9.421 projects and people

Humanist (mccarty@phoenix.Princeton.EDU)
Tue, 2 Jan 1996 19:09:46 -0500 (EST)

Humanist Discussion Group, Vol. 9, No. 421.
Center for Electronic Texts in the Humanities (Princeton/Rutgers)
http://www.princeton.edu/~mccarty/humanist/

[1] From: Gloria McMillan <gmcmillan@east.pima.edu> (36)
Subject: RE: HUMANIST digest 90

[2] From: "Sarah L. Higley" <slhi@troi.cc.rochester.edu> (7)
Subject: Re: 9.420 New Year's greetings, with a query

--[1]------------------------------------------------------------------
Date: Tue, 02 Jan 1996 05:38:30 MST
From: Gloria McMillan <gmcmillan@east.pima.edu>
Subject: RE: HUMANIST digest 90

> Rather I'm inviting you to brainstorm creatively on what might work. Could
> Humanist play a role beyond the stage of discussion?
>
> WM

A friend of mine and I have decided to 'take the etext by its bits'
and do a TEI (SGML) tagged version of _Dracula_, w/o waiting for
any approval or funding. This makes work rather slow, in between
the other things that we need to do, but tagging is rather
therapeutic, like counting worry beads.

Since TEI is so much more highly structured and sensitive to fine-
tuned search commands, we could easily think of a whole myriad
of classics and even critical works that sould benefit from being
tagged. Our modest goal was to tag every speech by every char.
in the novel _Dracula_ so that scholars cd. pull the speeches
and do statistical analysis on them.

Other informal groups could set up to tag other works. A list like
this could be a place where people could throw out the name of a
work and others might volunteer. I would much rather that we all
get a just compensation for what we do, but there are only a few
top institutions doing any of this sort of work and getting grants
for it. The trickle of titles will be very slow and will be of their
choice. We (my friend and I) guessed that, by the time they finished
with all the minor 17th Century metaphysical poets, and got to more
'sensational' works such as _Dracula_ or _Frankenstein_, it might
be the year 2089 or so. The one thing to be said for little informal
projects id that they can choose their own subjects.

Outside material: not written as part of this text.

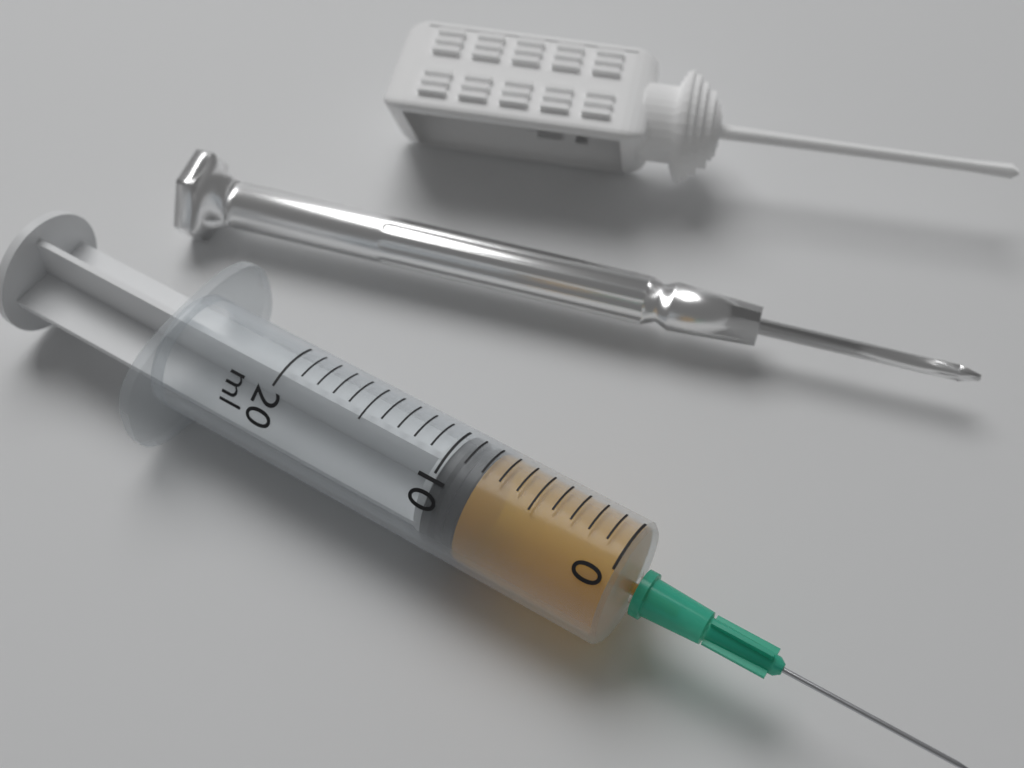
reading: 8 ml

I look forward to seeing what other people have on their 'wish lists!'
This was a very good idea, Willard, and Happy New Year to you, too!

Gloria McMillan
Pima College, Tucson, AZ

*----------------*---------------*---------------*-----------------*
gmcmillan@east.pima.edu
http://east.pima.edu/ ESSAY COOPERATIVE
http://pimacc.pima.edu/~gmcmillan/glowww.html

--[2]------------------------------------------------------------------
Date: Mon, 1 Jan 1996 18:01:34 -0500
From: "Sarah L. Higley" <slhi@troi.cc.rochester.edu>
Subject: Re: 9.420 New Year's greetings, with a query

"Could Humanist play a role beyond the stage of discussion"?
Yes, Willard, I think it could, and already has-- in bringing together
people to get these projects done. I don't know where it would go from
here, though; except to get a consensus from users as to what projects
are doable, and what labor and funding they would entail. So why not post
a call for necessary and doable projects?